Our Door-to-door surveys help in establishing an informal relationship with families in a target community and are conducted periodically in different areas. Apart from introducing Samadhan, the survey workers also function as agents of change. Families of children with disability get either a referral to a suitable agency that can help them or they are brought to our own centre. Even if there is no identifiable disability in a family surveyed, the contact results in increased awareness about disability, explodes many myths, and provides guidance and counseling on issues related to disability.
School Survey
Our survey workers meet the Principals and teachers in mainstream schools, healthcare workers in clinics and dispensaries in the target areas of Dakshinpuri, local VIPs, women and students and information on inclusive education was shared with teachers and Principals.
Community Awareness Programmes
Creating awareness through selected media such as puppet shows, street plays, slides, talks etc and through informal discussions with the women, the mothers of the disabled and the key persons of the community. Our most successful programme is the puppet theater since it educates as it entertains. It gives an added advantage of interacting directly with the audience and gives us valuable insight into community perceptions on a variety of issues.
Regular health camps are conducted which identify children with disabilities and delayed development. A gradual shift in outreach to accommodate identified needs is the identification and referral of children with disabilities other than intellectual disability
Training of Trainers
Community OutreachThrough our community awareness programmes, we identify potential workers who will be willing to train themselves to participate in our activities. Their input is crucial and they are able to establish an immediate rapport with the community which was something we could not do since we were seen as outsiders. The women are trained to conduct surveys to identify children with intellectual disability in the 0 to 12 years age group. They are also given some training in basic skills in listening and counseling, transferring the skills of home management of the child with intellectual disability to the mother or care giver, to be carried out in the home of the child. Six monthly orientation sessions keeps them updated on the latest issues pertaining to disability Involvement in our activities and provides them with some income. It also gives them an improved self-image and leads to changed community perceptions as well as an improved role in their own families. Training faculty are Samadhan’s senior professional staff.

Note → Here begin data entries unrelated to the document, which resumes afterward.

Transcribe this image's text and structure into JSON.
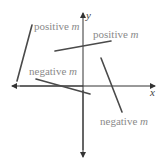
{
  "diagram": {
    "title": "",
    "axes": {
      "x_label": "x",
      "y_label": "y"
    },
    "segments": [
      {
        "id": "steep-positive",
        "slope_sign": "positive",
        "label_text": "positive ",
        "label_var": "m"
      },
      {
        "id": "shallow-positive",
        "slope_sign": "positive",
        "label_text": "positive ",
        "label_var": "m"
      },
      {
        "id": "shallow-negative",
        "slope_sign": "negative",
        "label_text": "negative ",
        "label_var": "m"
      },
      {
        "id": "steep-negative",
        "slope_sign": "negative",
        "label_text": "negative ",
        "label_var": "m"
      }
    ],
    "colors": {
      "line": "#4a4a4a",
      "label": "#8a8a8a",
      "axis": "#333333"
    }
  }
}
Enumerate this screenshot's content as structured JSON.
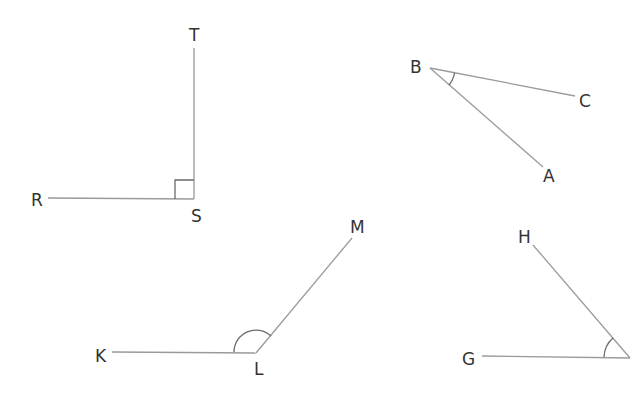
{
  "diagram": {
    "type": "geometry-angles",
    "colors": {
      "line": "#9a9a9a",
      "marker": "#6b6b6b",
      "label": "#333333",
      "background": "#ffffff"
    },
    "angles": [
      {
        "name": "RST",
        "vertex": "S",
        "arms": [
          "R",
          "T"
        ],
        "marker": "right-angle-square",
        "labels": {
          "R": "R",
          "S": "S",
          "T": "T"
        }
      },
      {
        "name": "ABC",
        "vertex": "B",
        "arms": [
          "C",
          "A"
        ],
        "marker": "arc",
        "labels": {
          "B": "B",
          "C": "C",
          "A": "A"
        }
      },
      {
        "name": "KLM",
        "vertex": "L",
        "arms": [
          "K",
          "M"
        ],
        "marker": "arc",
        "labels": {
          "K": "K",
          "L": "L",
          "M": "M"
        }
      },
      {
        "name": "GH",
        "vertex": "unlabeled",
        "arms": [
          "G",
          "H"
        ],
        "marker": "arc",
        "labels": {
          "G": "G",
          "H": "H"
        }
      }
    ]
  }
}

We also organize speakers on other issues relevant to their work such as importance of breast feeding, infant nutrition, ORD, management of epilepsy and other disability related issues. We have a well established module whereby the more experienced community workers and mothers who have been successfully empowered according to their potential are given faculty positions in our training component. This boosts self-esteem and their role as women with responsible jobs and who earn an income changes the way they are seen. No longer are they ‘mere’ women but contributors to the family income and respected by numbers of the community.